The plan, and especially the idea that some surgeries would lose financing, could place Streeting on a collision course with doctors’ associations again, following criticism from the British Medical Association after he accused the union of opposing vital NHS reforms.

Streeting said in the Telegraph that while the NHS existed to serve patients, “increasingly, patients are instead made to bend their lives to suit the health service”.

He wrote: “Patients are mainly told when their appointment will be and whether it will be in person, over the phone, or via video, rather than choosing what works best for them. Why should someone who prefers to see their GP face-to-face have to make do with a phone call?

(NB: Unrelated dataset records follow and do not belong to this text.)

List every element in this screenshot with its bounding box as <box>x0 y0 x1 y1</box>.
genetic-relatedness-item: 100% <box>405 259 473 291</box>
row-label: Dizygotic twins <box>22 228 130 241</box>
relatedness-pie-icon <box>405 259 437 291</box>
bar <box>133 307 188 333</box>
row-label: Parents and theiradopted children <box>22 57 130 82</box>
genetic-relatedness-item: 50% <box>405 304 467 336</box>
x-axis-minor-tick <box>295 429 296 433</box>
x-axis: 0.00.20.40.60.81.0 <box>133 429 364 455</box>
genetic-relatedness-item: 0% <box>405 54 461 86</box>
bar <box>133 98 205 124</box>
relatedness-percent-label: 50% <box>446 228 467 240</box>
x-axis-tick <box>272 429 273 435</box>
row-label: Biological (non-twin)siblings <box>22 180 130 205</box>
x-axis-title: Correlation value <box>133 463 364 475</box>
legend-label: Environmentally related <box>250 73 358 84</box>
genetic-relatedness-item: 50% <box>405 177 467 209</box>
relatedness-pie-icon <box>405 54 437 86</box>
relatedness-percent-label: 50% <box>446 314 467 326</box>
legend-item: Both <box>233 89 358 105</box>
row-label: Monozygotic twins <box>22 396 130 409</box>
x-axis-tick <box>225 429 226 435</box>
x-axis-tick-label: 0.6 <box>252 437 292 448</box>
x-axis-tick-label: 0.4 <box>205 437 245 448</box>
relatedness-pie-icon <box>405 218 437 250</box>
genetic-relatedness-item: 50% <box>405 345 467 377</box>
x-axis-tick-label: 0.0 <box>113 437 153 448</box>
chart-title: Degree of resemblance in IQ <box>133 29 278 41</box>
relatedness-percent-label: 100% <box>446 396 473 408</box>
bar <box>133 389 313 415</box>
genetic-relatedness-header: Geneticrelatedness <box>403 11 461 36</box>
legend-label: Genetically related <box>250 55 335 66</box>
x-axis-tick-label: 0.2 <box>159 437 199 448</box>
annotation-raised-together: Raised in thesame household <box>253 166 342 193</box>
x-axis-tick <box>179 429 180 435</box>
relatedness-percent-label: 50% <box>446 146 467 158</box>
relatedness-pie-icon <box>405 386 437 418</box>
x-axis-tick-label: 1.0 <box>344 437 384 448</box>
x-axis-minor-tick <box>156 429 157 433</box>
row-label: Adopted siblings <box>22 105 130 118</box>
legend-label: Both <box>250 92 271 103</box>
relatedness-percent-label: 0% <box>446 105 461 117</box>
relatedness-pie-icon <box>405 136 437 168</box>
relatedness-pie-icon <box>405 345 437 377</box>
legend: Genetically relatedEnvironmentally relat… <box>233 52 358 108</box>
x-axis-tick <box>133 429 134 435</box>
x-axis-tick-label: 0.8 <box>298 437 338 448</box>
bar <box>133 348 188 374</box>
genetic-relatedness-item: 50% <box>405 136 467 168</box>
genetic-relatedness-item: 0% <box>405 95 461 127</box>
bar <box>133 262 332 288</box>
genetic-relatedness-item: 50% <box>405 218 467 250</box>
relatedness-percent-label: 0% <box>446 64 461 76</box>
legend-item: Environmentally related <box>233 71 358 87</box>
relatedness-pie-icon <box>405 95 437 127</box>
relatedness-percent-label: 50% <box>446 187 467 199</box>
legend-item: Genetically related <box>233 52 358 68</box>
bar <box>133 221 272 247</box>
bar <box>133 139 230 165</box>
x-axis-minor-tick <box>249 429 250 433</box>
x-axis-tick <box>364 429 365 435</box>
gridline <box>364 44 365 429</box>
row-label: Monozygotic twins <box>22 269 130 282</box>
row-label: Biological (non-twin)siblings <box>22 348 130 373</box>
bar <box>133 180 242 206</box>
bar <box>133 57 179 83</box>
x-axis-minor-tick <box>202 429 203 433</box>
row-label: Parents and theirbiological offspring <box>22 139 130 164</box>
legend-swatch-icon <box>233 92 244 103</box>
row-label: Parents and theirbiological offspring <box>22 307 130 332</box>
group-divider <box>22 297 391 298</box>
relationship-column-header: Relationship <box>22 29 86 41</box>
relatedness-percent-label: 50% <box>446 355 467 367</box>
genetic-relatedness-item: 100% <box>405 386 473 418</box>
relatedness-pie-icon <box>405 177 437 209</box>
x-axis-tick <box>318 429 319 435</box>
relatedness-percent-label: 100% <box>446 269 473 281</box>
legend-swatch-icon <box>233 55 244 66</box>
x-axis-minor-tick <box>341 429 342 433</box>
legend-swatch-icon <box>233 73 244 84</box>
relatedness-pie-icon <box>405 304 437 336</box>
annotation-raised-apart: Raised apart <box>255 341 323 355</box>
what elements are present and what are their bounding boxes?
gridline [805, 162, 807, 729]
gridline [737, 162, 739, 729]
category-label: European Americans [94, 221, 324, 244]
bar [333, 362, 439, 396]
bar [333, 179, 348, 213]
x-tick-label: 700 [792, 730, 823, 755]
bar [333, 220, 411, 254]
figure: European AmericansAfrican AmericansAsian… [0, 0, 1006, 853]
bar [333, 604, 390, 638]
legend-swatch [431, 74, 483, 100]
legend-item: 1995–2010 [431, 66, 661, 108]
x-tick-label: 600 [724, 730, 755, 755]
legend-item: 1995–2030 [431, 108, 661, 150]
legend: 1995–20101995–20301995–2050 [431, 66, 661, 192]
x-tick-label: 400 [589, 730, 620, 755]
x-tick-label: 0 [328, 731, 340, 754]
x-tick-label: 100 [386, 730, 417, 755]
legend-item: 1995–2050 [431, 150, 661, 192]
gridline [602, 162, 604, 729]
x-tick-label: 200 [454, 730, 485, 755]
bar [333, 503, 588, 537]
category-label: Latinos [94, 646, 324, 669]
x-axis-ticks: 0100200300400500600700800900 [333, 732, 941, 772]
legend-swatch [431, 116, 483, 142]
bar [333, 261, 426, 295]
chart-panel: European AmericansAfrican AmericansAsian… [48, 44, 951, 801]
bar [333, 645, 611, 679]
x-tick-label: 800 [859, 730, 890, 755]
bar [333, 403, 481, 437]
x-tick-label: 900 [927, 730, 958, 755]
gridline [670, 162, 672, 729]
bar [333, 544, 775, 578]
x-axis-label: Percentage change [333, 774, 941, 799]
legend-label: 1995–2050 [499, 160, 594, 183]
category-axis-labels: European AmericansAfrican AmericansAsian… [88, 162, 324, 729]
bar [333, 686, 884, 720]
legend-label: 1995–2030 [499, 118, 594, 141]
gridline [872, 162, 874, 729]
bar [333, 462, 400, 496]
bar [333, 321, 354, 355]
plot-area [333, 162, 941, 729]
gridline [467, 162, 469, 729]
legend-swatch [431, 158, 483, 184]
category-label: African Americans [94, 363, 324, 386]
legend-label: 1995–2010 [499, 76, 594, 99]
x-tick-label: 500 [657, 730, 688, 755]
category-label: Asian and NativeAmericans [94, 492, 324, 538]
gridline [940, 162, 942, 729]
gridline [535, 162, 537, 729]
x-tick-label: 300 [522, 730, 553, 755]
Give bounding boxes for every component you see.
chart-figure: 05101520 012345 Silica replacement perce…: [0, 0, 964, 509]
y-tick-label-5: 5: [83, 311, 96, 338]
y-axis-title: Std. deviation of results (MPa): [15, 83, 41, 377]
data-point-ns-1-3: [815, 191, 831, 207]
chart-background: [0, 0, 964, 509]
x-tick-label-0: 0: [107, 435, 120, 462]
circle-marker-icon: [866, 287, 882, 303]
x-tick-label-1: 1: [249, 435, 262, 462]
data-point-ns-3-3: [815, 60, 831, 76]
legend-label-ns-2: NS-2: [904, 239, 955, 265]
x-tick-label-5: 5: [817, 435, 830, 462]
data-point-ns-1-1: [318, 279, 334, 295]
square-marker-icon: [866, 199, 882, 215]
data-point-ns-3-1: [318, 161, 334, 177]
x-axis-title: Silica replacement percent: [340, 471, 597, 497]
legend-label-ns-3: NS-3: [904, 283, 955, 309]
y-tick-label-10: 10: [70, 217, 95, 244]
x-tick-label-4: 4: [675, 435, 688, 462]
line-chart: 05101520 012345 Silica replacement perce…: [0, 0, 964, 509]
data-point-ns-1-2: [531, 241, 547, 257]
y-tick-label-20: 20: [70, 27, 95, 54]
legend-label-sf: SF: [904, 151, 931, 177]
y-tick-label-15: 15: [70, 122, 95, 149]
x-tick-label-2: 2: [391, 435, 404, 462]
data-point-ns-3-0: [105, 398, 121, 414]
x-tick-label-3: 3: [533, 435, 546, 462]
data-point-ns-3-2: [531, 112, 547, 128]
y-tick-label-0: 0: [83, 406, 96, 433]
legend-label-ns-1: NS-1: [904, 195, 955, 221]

“A public service shouldn’t be telling the public, ‘Like it or lump it.’”

Predicting there would be more opposition from doctors’ organisations, Streeting accepted that GP practices faced increasing pressures, but said Labour would alleviate this by training more doctors and by providing community-based care, which would ease the burden on family doctors.

In separate comments to the Times, Streeting raised the idea of regulating NHS managers in the same way as medical staff, meaning those found to have seriously failed could be struck off a professional register.

Streeting said the murders of babies committed by Lucy Letby, with some doctors at the Chester hospital where she worked claiming their concerns about the neonatal nurse were overruled by managers, made the change necessary.

He told the Times: “The appalling murders at the Countess of Chester hospital are not the first time whistleblowers have been ignored, when listening to their warnings could have saved lives.

“NHS leaders have enormous responsibility for the health of their patients, yet currently face less regulation than bank managers. To protect patient safety, this must change. The case for a proper system of accountability has been made again and again.”

A 2019 review into tests to ensure senior NHS staff are competent set out a series of recommendations, but these were not taken up by ministers.

The Labour proposals would echo some of the ideas in this review, setting out that directors of English health trusts, as well as potentially those in less senior positions, would need to demonstrate the ability to respond to staff concerns and whistleblowing.